Anson notes that the sarissa was introduced very early in Phillip’s reign. As a defensive weapon is required much less training than the hoplite panoply and it was cheaper, although Phillip’s income increased rapidly after 356. Middle class Greeks could keep their panoply, but native Macedonians were pastoralists and tenant farmers who could not. The indications are, according to Anson, that Phillip had an independent command before his brother’s death at the hand of the Illyrians in 359, and may have started using the sarissa then (p. 49).

The other innovation Phillip implemented was the foot companions, the pezhetairoi or hypaspists. These could serve as sarissa armed phalagites of be equipped for hand to hand combat, a 15 to 18 foot long pike not being ideal for that. It was these troops that Alexander took in fast moving situations.

There is no evidence that Phillip had a ‘master plan’, but, after a little bit of pushing and shoving in Greece, must have realised that seizing mastery of Greece was a possibility. The question was what to do next, and that had to be something to unite the Greeks. The answer, as we all know, was the invasion the Persian Empire. This was a pan-Hellenic ideal, to punish Persia for the damage to Greek temples and other involvement in Greece over the centuries. Of course, other aims were involved: Persia was reported to be a plunderer’s paradise; some saw the war as a good way to get rid of Phillip, as he was unlikely to return, and so on.

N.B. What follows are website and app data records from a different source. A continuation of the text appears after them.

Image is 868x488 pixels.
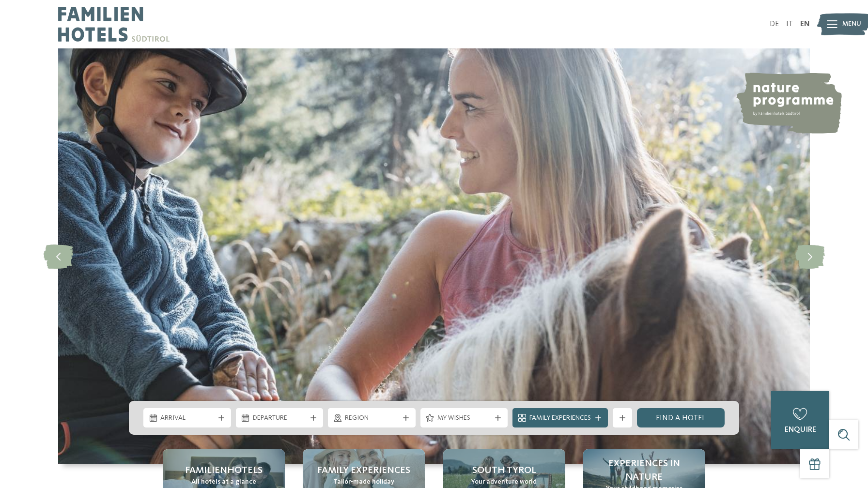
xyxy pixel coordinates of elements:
span: South Tyrol [472,464,537,477]
span: All hotels at a glance [191,477,256,487]
img: nature programme by Familienhotels Südtirol [735,73,842,134]
img: Familienhotels Südtirol: The happy family places! [58,48,810,464]
span: Departure [253,414,306,423]
span: Menu [842,20,861,29]
span: Tailor-made holiday [333,477,394,487]
span: Region [345,414,398,423]
a: EN [800,20,810,28]
a: DE [770,20,779,28]
span: Your adventure world [472,477,537,487]
span: Experiences in nature [593,457,695,484]
span: Familienhotels [185,464,262,477]
a: enquire [771,391,829,449]
span: My wishes [437,414,491,423]
span: Arrival [160,414,214,423]
span: Family Experiences [529,414,591,423]
span: enquire [785,426,816,434]
a: Find a hotel [637,408,724,427]
span: Family Experiences [317,464,410,477]
a: IT [786,20,793,28]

The question is then to what extent did Alexander simply land up in the fortunate position of having domination over Greece, and good army and a bridgehead in Asia, compared to his own ability to conquer the Persian Empire? As with most questions in history, this one can be argued either way. No doubt Phillip left him in a strong position, but he did have to take the initiative and, of course, win the battles.

Other chapters in the book deal with interesting, but less wargame related material. The fist discusses to what extent the Macedonian army became a democracy, focussing on the meetings of the army in Alexander’s later years, the ‘mutiny’ refusing to go further into India, and responses to the death of the king. There is an interesting chapter of Alexander’s deification – how much he thought he was actually a living god by the end of his life, and whether this fitted into Greek of Persian patterns of humans, heroes and gods. It is around these issues that many people start to wonder whether Alexander was of sound mind, but perhaps we do not understand the classical mind-set sufficiently to judge.

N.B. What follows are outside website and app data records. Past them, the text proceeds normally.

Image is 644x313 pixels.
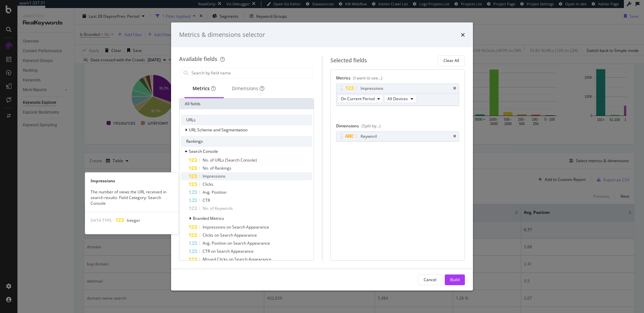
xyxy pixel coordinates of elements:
div: Dimensions [336,123,460,131]
span: Missed Clicks on Search Appearance [203,257,271,262]
span: Clicks [203,182,213,187]
button: Build [445,275,465,285]
span: URL Scheme and Segmentation [189,127,247,132]
span: Clicks on Search Appearance [203,232,257,238]
div: Dimensions [232,85,264,92]
div: Metrics [336,75,460,83]
div: (Split by...) [361,123,381,129]
span: Avg. Position [203,190,227,195]
span: No. of URLs (Search Console) [203,157,257,163]
input: Search by field name [191,69,312,78]
div: Keyword [360,133,377,140]
span: Impressions on Search Appearance [203,224,270,230]
span: No. of Keywords [203,206,233,211]
button: Clear All [438,56,465,66]
div: times [453,134,457,139]
span: Search Console [189,148,218,155]
div: Impressions [360,85,384,92]
button: Cancel [418,275,442,285]
div: (I want to see...) [353,75,383,81]
button: All Devices [385,95,417,103]
div: Metrics & dimensions selector [179,31,265,39]
div: Impressions [85,178,179,184]
span: On Current Period [341,96,375,102]
div: The number of views the URL received in search results. Field Category: Search Console [85,189,179,207]
div: Clear All [444,57,460,63]
div: times [461,31,465,39]
div: URLs [181,115,312,125]
span: All Devices [387,96,408,102]
div: ImpressionstimesOn Current PeriodAll Devices [336,83,460,106]
div: All fields [180,98,314,109]
div: Rankings [181,136,312,147]
span: Branded Metrics [193,216,224,221]
span: CTR on Search Appearance [203,248,254,255]
div: Keywordtimes [336,131,460,142]
span: No. of Rankings [203,166,232,171]
span: Impressions [203,173,225,179]
span: CTR [203,197,210,204]
div: Selected fields [331,56,367,65]
div: modal [171,22,474,291]
button: On Current Period [338,95,384,103]
div: Cancel [423,277,436,282]
div: Metrics [193,85,216,92]
div: Build [450,277,460,282]
span: Avg. Position on Search Appearance [203,241,271,246]
div: Available fields [179,56,218,63]
div: times [453,86,457,91]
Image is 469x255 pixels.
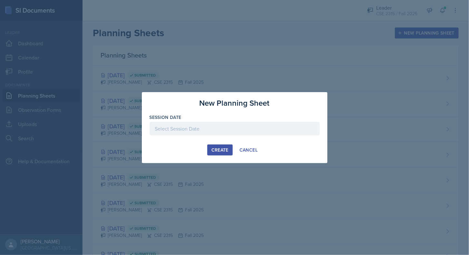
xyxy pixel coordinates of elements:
[150,114,182,120] label: Session Date
[212,147,229,152] div: Create
[235,144,262,155] button: Cancel
[200,97,270,109] h3: New Planning Sheet
[207,144,233,155] button: Create
[240,147,258,152] div: Cancel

The other interesting chapter for the wargamer is Chapter 5, which discusses Alexander’s kingdom of Asia. This observes that the conquests after the fall of the Persian Empire had to fit a different rhetoric to the theme of punishment. Conquest became the idea. Alexander often confirmed in place the rulers of places he conquered, such as Porus. He was interested in conquering stuff, not really forming an empire. Further, he started to recruit Persians into the army, and Persian practices into the court. This caused a lot of dissent from the Macedonians who, as we all know, largely wanted to go home.

In terms of the campaign I mentioned last week, however, it would seem that the army that would be used against Carthage would consist, at least in part, of Persian troops, some armed in Macedonian fashion (Persians were recruited into the Companion cavalry, for example) but presumably some using their traditional weapons and tactics. Once a horse archer, I suppose, always a horse archer, or at least, you are useful enough to be employed as a horse archer, rather than retrained as a phalangite, for example.  


So, this is an interesting, scholarly, book, with a good bibliography of references to follow up upon. The question not answered, of course, is the one stated up front: was Alexander mad, bad, great, a god or just lucky?